Amazon groups in Ecuador seek to block Chevron from taking environmental suit to arbitration

By AP
Friday, January 15, 2010

Groups ask court to block Chevron arbitration bid

NEW YORK — Groups accusing Chevron of contaminating a huge swath of rainforest in Ecuador are asking a U.S. court to block the oil company from taking the dispute to international arbitration.

The groups filed a lawsuit Thursday in U.S. District Court in New York in which they claim Chevron Corp. broke a promise to submit to jurisdiction in Ecuador over the groups’ lawsuit against the oil company and abide by any ruling.

The plaintiffs say a special master in Ecuador has ruled Chevron might be liable for up to $27 billion in damages. The Ecuadorean trial court has not yet ruled.

Chevron, based in San Ramon, Calif., inherited the case when it bought Texaco in 2001. It has denied any wrongdoing.

The case was brought by 30,000 inhabitants of a rainforest where illnesses have been blamed on contamination from oil drilling that they Texaco caused when it operated oil fields in the Amazon from 1964 to 1990.

The groups say Chevron’s bid to take the case to arbitration is an attempt to avoid accountability for the pollution.

The case began in U.S. federal court in 1993. It was sent to Ecuador at Chevron’s request in 2002.

In September, Chevron asked an international arbitration court at The Hague to hear the case. It said Ecuador, not the company, is responsible for any damages because the government released Texaco from liability in 1995.

The plaintiffs say Texaco lied about the cleanup to get the release and that the release was obtained fraudulently.

The Ecuadorean government filed a separate case in December with a U.S. court to try and stop the arbitration proceedings.

The lawsuit comes five months after Chevron, the second largest U.S. oil company, released videos made by two businessman that it says shows a bribery scheme possibly involving the judge overseeing the case.

Ecuador says it is investigating; the judge has stepped aside from handling the case and has denied doing anything wrong. The videos do not show him accepting or asking for a bribe.

The businessmen were seeking remediation contracts in the area where Texaco operated.

The groups suing Chevron have questioned whether the videos are authentic. They also want to know what role Chevron played in making them.

Chevron has said the videos are real and that it did nothing to get the businessmen to make them.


# WHAT YOU ARE ASKED TO DO
Identify all lines below that hold "instance" and collect them.

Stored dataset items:
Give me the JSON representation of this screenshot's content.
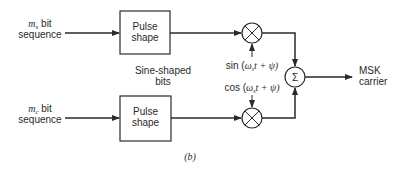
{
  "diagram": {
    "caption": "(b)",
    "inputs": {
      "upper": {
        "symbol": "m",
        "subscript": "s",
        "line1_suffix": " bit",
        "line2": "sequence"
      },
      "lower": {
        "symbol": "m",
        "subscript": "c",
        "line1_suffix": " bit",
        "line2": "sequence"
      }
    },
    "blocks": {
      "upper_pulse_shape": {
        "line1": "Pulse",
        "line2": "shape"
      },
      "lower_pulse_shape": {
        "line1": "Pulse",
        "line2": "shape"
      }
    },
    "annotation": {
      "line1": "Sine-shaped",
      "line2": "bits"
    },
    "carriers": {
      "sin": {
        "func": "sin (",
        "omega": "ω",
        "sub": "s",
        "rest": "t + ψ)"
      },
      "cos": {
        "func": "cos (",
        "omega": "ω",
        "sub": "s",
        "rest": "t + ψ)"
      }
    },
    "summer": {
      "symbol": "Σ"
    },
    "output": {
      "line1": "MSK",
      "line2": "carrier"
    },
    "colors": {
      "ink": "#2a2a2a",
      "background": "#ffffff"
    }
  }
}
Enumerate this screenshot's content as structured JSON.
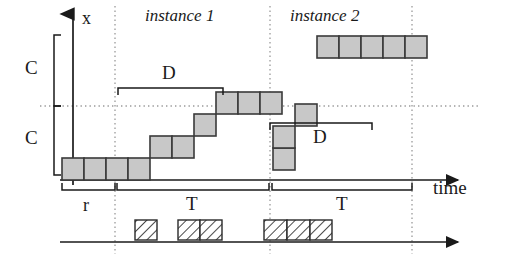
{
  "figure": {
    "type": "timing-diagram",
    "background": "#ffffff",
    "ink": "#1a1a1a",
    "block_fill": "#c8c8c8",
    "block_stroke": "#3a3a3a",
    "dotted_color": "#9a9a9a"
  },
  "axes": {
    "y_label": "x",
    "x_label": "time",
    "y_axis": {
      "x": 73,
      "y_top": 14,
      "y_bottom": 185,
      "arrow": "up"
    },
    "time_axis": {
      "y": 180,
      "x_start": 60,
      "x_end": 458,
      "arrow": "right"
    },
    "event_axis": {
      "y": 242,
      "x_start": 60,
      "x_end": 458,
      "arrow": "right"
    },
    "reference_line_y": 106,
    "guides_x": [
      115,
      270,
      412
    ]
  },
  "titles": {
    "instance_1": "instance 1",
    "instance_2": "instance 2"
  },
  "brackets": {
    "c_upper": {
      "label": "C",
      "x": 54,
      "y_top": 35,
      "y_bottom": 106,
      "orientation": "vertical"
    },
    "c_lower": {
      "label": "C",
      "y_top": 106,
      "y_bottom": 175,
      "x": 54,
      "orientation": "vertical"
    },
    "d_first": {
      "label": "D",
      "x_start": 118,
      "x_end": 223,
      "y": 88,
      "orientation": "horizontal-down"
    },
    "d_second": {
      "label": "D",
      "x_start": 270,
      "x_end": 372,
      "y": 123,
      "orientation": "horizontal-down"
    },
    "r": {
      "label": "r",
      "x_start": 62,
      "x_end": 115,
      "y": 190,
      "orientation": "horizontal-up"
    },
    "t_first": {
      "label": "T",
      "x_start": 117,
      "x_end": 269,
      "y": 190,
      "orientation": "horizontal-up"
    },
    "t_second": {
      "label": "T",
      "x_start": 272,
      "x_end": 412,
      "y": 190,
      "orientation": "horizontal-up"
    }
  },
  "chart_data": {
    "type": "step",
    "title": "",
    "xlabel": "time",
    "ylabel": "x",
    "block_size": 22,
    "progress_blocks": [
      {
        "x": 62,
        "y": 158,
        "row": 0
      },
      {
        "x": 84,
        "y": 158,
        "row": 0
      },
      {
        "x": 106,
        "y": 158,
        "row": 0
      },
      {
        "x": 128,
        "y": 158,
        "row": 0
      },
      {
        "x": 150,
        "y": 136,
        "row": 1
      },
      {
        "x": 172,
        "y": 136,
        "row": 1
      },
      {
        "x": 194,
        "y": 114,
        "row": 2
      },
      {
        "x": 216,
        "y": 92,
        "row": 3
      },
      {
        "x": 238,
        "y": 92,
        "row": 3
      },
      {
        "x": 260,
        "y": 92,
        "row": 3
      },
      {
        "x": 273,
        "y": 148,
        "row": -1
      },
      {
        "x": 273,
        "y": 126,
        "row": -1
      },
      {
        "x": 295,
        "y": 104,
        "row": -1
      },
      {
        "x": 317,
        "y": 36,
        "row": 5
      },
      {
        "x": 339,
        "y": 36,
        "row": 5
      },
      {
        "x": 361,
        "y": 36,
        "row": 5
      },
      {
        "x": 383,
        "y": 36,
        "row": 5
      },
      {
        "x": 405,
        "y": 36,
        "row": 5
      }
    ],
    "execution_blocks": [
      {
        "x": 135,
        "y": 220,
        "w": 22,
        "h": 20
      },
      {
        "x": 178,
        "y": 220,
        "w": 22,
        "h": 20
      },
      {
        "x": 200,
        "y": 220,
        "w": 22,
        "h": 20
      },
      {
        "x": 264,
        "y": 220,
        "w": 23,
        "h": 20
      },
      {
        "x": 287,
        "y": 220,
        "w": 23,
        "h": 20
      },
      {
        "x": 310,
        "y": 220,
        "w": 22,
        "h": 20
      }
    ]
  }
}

* * *

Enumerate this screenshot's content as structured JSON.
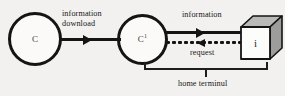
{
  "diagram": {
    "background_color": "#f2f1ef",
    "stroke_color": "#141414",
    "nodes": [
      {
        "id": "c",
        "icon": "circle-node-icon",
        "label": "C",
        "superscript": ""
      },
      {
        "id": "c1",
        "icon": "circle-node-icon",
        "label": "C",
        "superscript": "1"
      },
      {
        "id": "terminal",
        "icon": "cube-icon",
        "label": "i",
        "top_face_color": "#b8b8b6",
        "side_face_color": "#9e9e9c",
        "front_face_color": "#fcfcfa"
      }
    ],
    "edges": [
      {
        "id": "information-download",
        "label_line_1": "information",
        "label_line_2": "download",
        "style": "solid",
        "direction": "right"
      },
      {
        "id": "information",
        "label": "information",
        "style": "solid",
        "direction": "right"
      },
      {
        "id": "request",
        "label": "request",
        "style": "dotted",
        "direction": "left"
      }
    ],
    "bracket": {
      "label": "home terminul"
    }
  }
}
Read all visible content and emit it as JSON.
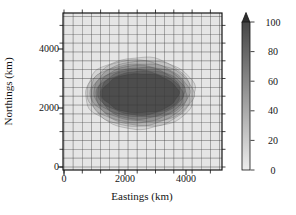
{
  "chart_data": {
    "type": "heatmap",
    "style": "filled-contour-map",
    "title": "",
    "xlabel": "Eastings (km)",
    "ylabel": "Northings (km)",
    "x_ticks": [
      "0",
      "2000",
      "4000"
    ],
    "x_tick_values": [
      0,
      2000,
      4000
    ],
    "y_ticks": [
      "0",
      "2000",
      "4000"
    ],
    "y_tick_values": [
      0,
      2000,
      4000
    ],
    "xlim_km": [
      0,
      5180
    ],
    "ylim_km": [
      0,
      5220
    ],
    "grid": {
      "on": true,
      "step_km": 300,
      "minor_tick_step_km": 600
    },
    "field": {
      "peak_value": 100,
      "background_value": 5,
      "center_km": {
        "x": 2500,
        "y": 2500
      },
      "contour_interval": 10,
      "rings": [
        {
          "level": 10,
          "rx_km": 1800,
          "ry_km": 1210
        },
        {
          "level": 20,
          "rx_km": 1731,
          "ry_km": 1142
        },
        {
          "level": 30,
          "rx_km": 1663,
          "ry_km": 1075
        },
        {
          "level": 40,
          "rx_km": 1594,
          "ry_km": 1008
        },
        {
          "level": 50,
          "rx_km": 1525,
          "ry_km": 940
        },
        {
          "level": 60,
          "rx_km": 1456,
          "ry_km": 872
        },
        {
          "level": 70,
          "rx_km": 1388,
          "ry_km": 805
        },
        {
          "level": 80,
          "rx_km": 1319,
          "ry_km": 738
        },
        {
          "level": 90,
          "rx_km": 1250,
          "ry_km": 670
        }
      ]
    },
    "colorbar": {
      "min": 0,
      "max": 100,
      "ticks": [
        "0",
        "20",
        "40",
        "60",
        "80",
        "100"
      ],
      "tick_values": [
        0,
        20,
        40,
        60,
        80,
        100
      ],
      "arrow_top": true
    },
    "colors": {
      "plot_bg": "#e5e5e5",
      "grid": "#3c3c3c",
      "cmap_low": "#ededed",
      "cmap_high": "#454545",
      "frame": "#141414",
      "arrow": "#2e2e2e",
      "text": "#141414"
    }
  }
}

# SOLUTION TO THIS EXERCISE
    "instance_1": "instance 1",
    "instance_2": "instance 2"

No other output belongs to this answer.